What I’d Do Differently (and What I’d Repeat)
TL;DR Start earlier than feels comfortable, refactor without regret, don’t rely solely on algorithms, and listen to emotional cues - they’re operational signals.
You don't have to set yourself on fire to keep others warm
The moment everything tilts
There were days I wanted to throw my hands up in the air but, as a resilient and proud person, I felt that I couldn’t and shouldn’t do that as it might influence others.
Ultimately, I started to notice the toll this behaviour was having on my health and on how I was turning up for others and myself. I realised the trick was to listen to what that feeling was trying to tell me, then turn it into an operational change.
What’s at stake (for me)
The journal I kept has been a mirror. Looking back over it has revealed patterns worth keeping, and a few I’m done with.
The moment of decision
I decided to keep the structures that made me steadier, kill the habits that drained me, and start a couple of practices I wish I’d adopted sooner.
What I did (the playbook)
Keep
Journals, one board, evaluation days, humane rhythms.
These are all practices that helped me maintain a routine and to put one foot in front of the other and keep moving forwards. They also helped me focus on the things that I could control in the face of the looming threat that I had no control over.
Kill
Applying for jobs when I’m tired - if I wanted to put my best foot forwards, then applying for positions when my attention span and quality levels are drifting is not the way to do it.
Trying to be everyone else’s pillar of strength without being that for myself. Ultimately, this started to take its toll and I had to take some personal leave to create space. Definitely put your own oxygen mask on before helping others with theirs
Start
Know your boundaries and don’t be afraid to set them kindly and professionally early on in the piece. I don’t regret the conversations that I had with the people who sought me out for them but I do regret not taking a beat to consider my own needs and how I could fulfil them.
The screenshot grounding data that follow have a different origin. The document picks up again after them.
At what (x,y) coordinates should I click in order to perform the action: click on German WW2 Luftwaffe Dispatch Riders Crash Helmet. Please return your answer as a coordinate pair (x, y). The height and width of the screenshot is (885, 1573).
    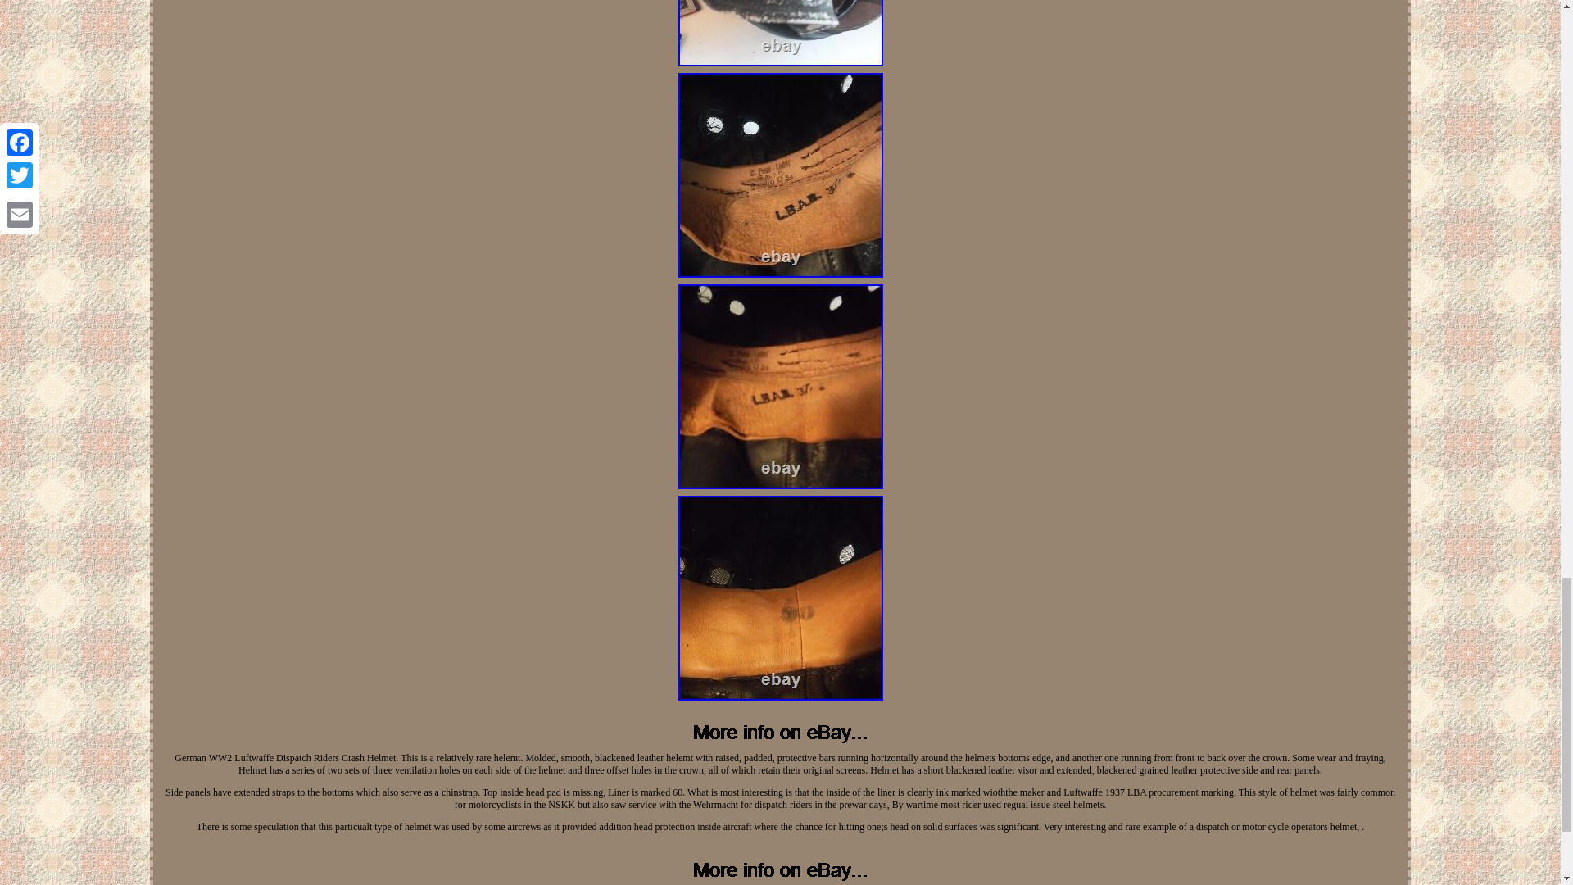
    Looking at the image, I should click on (780, 733).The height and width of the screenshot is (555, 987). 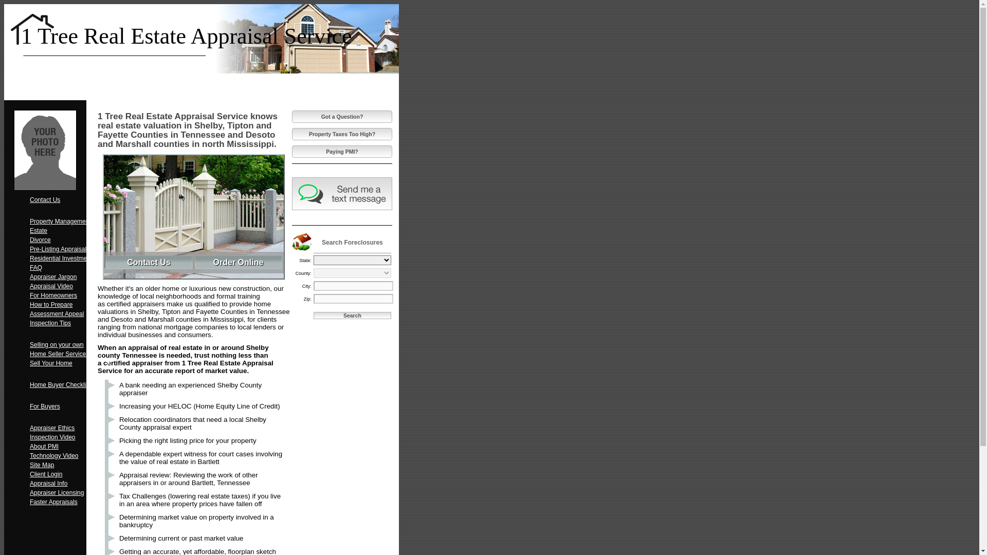 I want to click on Home Seller Services, so click(x=71, y=354).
I wish I’d realised that a redundancy payout doesn’t necessarily equate to just your notice period and whatever leave you have owing. Often, contracts and enterprise agreements have a schedule for termination payments. Understanding this and asking for a figure from HR materially influenced my decisions - forewarned is forearmed as they say.
What surprised me
How much consideration I was giving to others, at the cost of considering my own needs
Listening to anger and fatigue as signals changed my calendar for the better
Just how crappy I can let quality of applications get when I’m tired
Leader’s Lens: If you manage people through change
• Help teams build ‘keep/kill/start’ lists post‑announcement to regain momentum.
• Protect recovery the same way you protect delivery.
Diary excerpt (lightly edited, anonymised)
“I have been spending so much time having conversations all around that today my tongue and my throat are so sore that I can’t speak without pain. I can’t even begin to think about trying to support other people when I clearly need to take better care of myself.”
Stage of Grief
Resurrection, Reconstruction
Try this (this week)
• Write your own keep/kill/start for the next 4 weeks.
• Share it with one person who can hold you kindly accountable.
Checklist
□ Keep: journals • one board • evaluation days.
□ Kill: late‑night apps • heroics.
□ Start: set boundaries • early money chats.
If your organisation is navigating change and you want calm, people‑first delivery without the drama, I can help.